Jan
5
Camel Poop
Filed Under Perl |
In response to the Camel POOP article on Evolt, Simon Willison complains: I have no
intention of starting a language war, but my God this is ugly. Still, I guess it must work for some people.
As a user and fan of Perl, I have to agree. This is exceptionally ugly. In fact it’s the sort of thing that turns people against Perl. Thankfully OO in Perl doesn’t have to be like that.
Let’s take his Person class:
#class Person package Person; use strict; use Address; #Person class will contain an Address #constructor sub new { my ($class) = @_; my $self = { _firstName => undef, _lastName => undef,_ssn => undef,_address => undef }; bless $self, $class; return $self; } #accessor method for Person first name sub firstName { my ( $self, $firstName ) = @_; $self->{_firstName} = $firstName if defined($firstName); return $self->{_firstName}; } #accessor method for Person last name sub lastName { my ( $self, $lastName ) = @_; $self->{_lastName} = $lastName if defined($lastName); return $self->{_lastName}; } #accessor method for Person address sub address { my ( $self, $address ) = @_; $self->{_address} = $address if defined($address); return $self->{_address}; } #accessor method for Person social security number sub ssn { my ( $self, $ssn ) = @_; $self->{_ssn} = $ssn if defined($ssn); return $self->{_ssn}; } sub print { my ($self) = @_; #print Person info printf("Name:%s %snn", $self->firstName, $self->lastName ); } 1;
There are numerous problems with this. Let’s start from the top.
- The ‘use Address’ is completely needless. Misleading comment notwithstanding, nothing in the package actually uses the Address module, so there’s no need to load it.
- The constructor is complete overkill. The object is going to be a hash, but in Perl hash keys autovivify the first time you assign to them, so there’s absolutely no need to set up lots of keys that contain undef. As the constructor does nothing, it could simply be
sub new { bless {}, shift }. - The data methods all do exactly the same thing. This breaks one of the cardinal rules of programming - Don’t Repeat Yourself. firstName, lastName, address, and ssn are all trivial accessor/mutator methods. They could all be abstracted away in a variety of methods, but as this is Perl, someone else has already done that for us. Class::Accessor lets us set up all these methods simply by doing:
Person->mk_accessors(qw/firstName lastName address ssn/); - The constructor doesn’t all you to set object data. It’s pretty much a matter of style, but in general it’s nice to be able to instantiate your object with data, rather than having to call all the mutators in turn. As this is a simple hash-based object (as with 90% of all perl objects) Class::Accessor gives us a default new() as well that allows us to pass a hashref of the data members.
So, this entire class could be replaced with:
package Person;
use strict;
use base 'Class::Accessor';
Person->mk_accessors(qw/firstName lastName address ssn/)
sub print {
my ($self) = @_;
printf "Name:%s %snn", $self->firstName, $self->lastName;
}
1;
Similarly, the Employee subclass, which simply adds ‘id’ and ‘title’ data members, and overrides print could become:
package Employee;
use strict;
use base 'Person';
Employee->mk_accessors(qw/id title/);
sub print {
my ($self) = @_;
$self->SUPER::print;
printf("Name:%s %snn", $self->id, $self->title );
}
1;
(The example on the site makes no sense as it keeps referring to an Address class that doesn’t seem to exist. I’ve assumed that the overridden print should be outputting the extra data members of this class instead…)
Then, instead of the longwinded test program (with a eval to catch exceptions that’s completely needless as neither class throws them):
use Employee;
#create Employee class instance
my $khurt = eval { new Employee(); } or die ($@);
#set object attributes
$khurt->firstName('Khurt');
$khurt->lastName('Williams');
$khurt->id(1001);
$khurt->title('Executive Director');
#diplay Employee info
$khurt->print();
We can simply have:
use Employee;
my $khurt = Employee->new({
firstName => 'Khurt',
lastName => 'Williams',
id => 1001,
title => 'Executive Director',
});
$khurt->print();
It may not be as nice as OO in some other languages, but it’s a lot nicer than the example in the article… and as it’s Perl, there’s plenty of other approaches if you want to dice it another way.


### Problem
Word for word, repeat each record that follows.

### Available data
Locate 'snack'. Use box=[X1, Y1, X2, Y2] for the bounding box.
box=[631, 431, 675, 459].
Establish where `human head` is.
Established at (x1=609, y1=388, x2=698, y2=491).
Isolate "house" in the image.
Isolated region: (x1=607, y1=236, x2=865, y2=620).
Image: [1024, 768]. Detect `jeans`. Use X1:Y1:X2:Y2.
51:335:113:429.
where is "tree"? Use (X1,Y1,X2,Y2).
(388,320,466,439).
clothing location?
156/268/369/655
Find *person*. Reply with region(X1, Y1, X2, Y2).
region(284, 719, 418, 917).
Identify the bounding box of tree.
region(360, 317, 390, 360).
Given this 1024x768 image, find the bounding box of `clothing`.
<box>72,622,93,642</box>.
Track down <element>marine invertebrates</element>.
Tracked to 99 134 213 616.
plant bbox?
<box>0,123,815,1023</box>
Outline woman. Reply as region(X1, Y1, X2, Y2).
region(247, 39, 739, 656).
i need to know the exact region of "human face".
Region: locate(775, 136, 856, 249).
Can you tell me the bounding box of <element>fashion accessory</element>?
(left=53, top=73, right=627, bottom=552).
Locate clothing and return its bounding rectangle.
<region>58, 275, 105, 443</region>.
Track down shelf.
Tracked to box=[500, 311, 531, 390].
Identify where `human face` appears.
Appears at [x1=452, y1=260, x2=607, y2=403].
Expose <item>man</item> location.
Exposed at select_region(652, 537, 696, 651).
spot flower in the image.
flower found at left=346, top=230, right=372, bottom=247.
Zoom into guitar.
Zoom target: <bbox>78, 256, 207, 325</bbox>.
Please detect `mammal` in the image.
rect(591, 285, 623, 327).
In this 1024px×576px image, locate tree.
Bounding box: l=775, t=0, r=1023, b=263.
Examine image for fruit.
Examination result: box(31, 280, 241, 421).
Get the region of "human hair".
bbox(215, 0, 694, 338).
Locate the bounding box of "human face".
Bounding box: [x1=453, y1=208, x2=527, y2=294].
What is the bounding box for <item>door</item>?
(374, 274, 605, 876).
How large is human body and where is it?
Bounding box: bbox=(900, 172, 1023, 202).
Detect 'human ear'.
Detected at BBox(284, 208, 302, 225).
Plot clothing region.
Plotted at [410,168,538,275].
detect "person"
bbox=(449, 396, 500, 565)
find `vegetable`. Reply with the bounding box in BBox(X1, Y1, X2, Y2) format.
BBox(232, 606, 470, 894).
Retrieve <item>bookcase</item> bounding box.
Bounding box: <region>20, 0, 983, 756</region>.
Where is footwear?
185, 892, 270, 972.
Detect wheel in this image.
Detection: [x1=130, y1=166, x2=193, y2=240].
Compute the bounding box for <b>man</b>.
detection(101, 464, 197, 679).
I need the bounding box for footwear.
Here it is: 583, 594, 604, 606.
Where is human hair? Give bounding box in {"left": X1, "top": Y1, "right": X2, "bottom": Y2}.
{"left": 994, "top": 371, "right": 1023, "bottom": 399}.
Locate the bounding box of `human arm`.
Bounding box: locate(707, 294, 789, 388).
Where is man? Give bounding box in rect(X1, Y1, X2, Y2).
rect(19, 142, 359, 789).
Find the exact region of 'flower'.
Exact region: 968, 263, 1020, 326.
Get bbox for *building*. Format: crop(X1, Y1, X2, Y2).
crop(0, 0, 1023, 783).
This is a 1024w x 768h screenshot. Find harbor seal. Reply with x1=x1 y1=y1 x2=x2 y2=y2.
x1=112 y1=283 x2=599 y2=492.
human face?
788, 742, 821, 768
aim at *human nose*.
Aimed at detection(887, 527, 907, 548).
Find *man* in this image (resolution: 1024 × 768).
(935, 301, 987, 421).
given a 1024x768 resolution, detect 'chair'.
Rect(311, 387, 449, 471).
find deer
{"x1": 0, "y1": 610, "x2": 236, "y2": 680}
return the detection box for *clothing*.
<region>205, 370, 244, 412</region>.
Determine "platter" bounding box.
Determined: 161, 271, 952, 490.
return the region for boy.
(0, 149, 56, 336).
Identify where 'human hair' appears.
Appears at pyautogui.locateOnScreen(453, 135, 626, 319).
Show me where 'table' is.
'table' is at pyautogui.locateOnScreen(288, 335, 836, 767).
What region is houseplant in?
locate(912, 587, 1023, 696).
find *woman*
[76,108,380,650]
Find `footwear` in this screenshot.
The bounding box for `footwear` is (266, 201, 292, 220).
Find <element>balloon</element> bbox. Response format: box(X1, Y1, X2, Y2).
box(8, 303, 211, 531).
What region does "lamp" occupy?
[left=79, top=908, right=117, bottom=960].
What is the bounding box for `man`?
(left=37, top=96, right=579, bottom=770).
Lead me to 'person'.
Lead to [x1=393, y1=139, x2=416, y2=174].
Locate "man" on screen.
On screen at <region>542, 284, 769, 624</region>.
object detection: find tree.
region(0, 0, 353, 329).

### Result
Locate 'snack'. Use box=[X1, Y1, X2, Y2] for the bounding box.
box=[631, 431, 675, 459].
Establish where `human head` is.
Established at (x1=609, y1=388, x2=698, y2=491).
Isolate "house" in the image.
Isolated region: (x1=607, y1=236, x2=865, y2=620).
Image: [1024, 768]. Detect `jeans`. Use X1:Y1:X2:Y2.
51:335:113:429.
where is "tree"? Use (X1,Y1,X2,Y2).
(388,320,466,439).
clothing location?
156/268/369/655
Find *person*. Reply with region(X1, Y1, X2, Y2).
region(284, 719, 418, 917).
Identify the bounding box of tree.
region(360, 317, 390, 360).
Given this 1024x768 image, find the bounding box of `clothing`.
<box>72,622,93,642</box>.
Track down <element>marine invertebrates</element>.
Tracked to 99 134 213 616.
plant bbox?
<box>0,123,815,1023</box>
Outline woman. Reply as region(X1, Y1, X2, Y2).
region(247, 39, 739, 656).
i need to know the exact region of "human face".
Region: locate(775, 136, 856, 249).
Can you tell me the bounding box of <element>fashion accessory</element>?
(left=53, top=73, right=627, bottom=552).
Locate clothing and return its bounding rectangle.
<region>58, 275, 105, 443</region>.
Track down shelf.
Tracked to box=[500, 311, 531, 390].
Identify where `human face` appears.
Appears at [x1=452, y1=260, x2=607, y2=403].
Expose <item>man</item> location.
Exposed at select_region(652, 537, 696, 651).
spot flower in the image.
flower found at left=346, top=230, right=372, bottom=247.
Zoom into guitar.
Zoom target: <bbox>78, 256, 207, 325</bbox>.
Please detect `mammal` in the image.
rect(591, 285, 623, 327).
In this 1024px×576px image, locate tree.
Bounding box: l=775, t=0, r=1023, b=263.
Examine image for fruit.
Examination result: box(31, 280, 241, 421).
Get the region of "human hair".
bbox(215, 0, 694, 338).
Locate the bounding box of "human face".
Bounding box: [x1=453, y1=208, x2=527, y2=294].
What is the bounding box for <item>door</item>?
(374, 274, 605, 876).
How large is human body and where is it?
Bounding box: bbox=(900, 172, 1023, 202).
Detect 'human ear'.
Detected at BBox(284, 208, 302, 225).
Plot clothing region.
Plotted at [410,168,538,275].
detect "person"
bbox=(449, 396, 500, 565)
find `vegetable`. Reply with the bounding box in BBox(X1, Y1, X2, Y2) format.
BBox(232, 606, 470, 894).
Retrieve <item>bookcase</item> bounding box.
Bounding box: <region>20, 0, 983, 756</region>.
Where is footwear?
185, 892, 270, 972.
Detect wheel in this image.
Detection: [x1=130, y1=166, x2=193, y2=240].
Compute the bounding box for <b>man</b>.
detection(101, 464, 197, 679).
I need the bounding box for footwear.
Here it is: 583, 594, 604, 606.
Where is human hair? Give bounding box in {"left": X1, "top": Y1, "right": X2, "bottom": Y2}.
{"left": 994, "top": 371, "right": 1023, "bottom": 399}.
Locate the bounding box of `human arm`.
Bounding box: locate(707, 294, 789, 388).
Where is man? Give bounding box in rect(X1, Y1, X2, Y2).
rect(19, 142, 359, 789).
Find the exact region of 'flower'.
Exact region: 968, 263, 1020, 326.
Get bbox for *building*. Format: crop(X1, Y1, X2, Y2).
crop(0, 0, 1023, 783).
This is a 1024w x 768h screenshot. Find harbor seal. Reply with x1=x1 y1=y1 x2=x2 y2=y2.
x1=112 y1=283 x2=599 y2=492.
human face?
788, 742, 821, 768
aim at *human nose*.
Aimed at detection(887, 527, 907, 548).
Find *man* in this image (resolution: 1024 × 768).
(935, 301, 987, 421).
given a 1024x768 resolution, detect 'chair'.
Rect(311, 387, 449, 471).
find deer
{"x1": 0, "y1": 610, "x2": 236, "y2": 680}
return the detection box for *clothing*.
<region>205, 370, 244, 412</region>.
Determine "platter" bounding box.
Determined: 161, 271, 952, 490.
return the region for boy.
(0, 149, 56, 336).
Identify where 'human hair' appears.
Appears at pyautogui.locateOnScreen(453, 135, 626, 319).
Show me where 'table' is.
'table' is at pyautogui.locateOnScreen(288, 335, 836, 767).
What region is houseplant in?
locate(912, 587, 1023, 696).
find *woman*
[76,108,380,650]
Find `footwear` in this screenshot.
The bounding box for `footwear` is (266, 201, 292, 220).
Find <element>balloon</element> bbox. Response format: box(X1, Y1, X2, Y2).
box(8, 303, 211, 531).
What region does "lamp" occupy?
[left=79, top=908, right=117, bottom=960].
What is the bounding box for `man`?
(left=37, top=96, right=579, bottom=770).
Lead me to 'person'.
Lead to [x1=393, y1=139, x2=416, y2=174].
Locate "man" on screen.
On screen at <region>542, 284, 769, 624</region>.
object detection: find tree.
region(0, 0, 353, 329).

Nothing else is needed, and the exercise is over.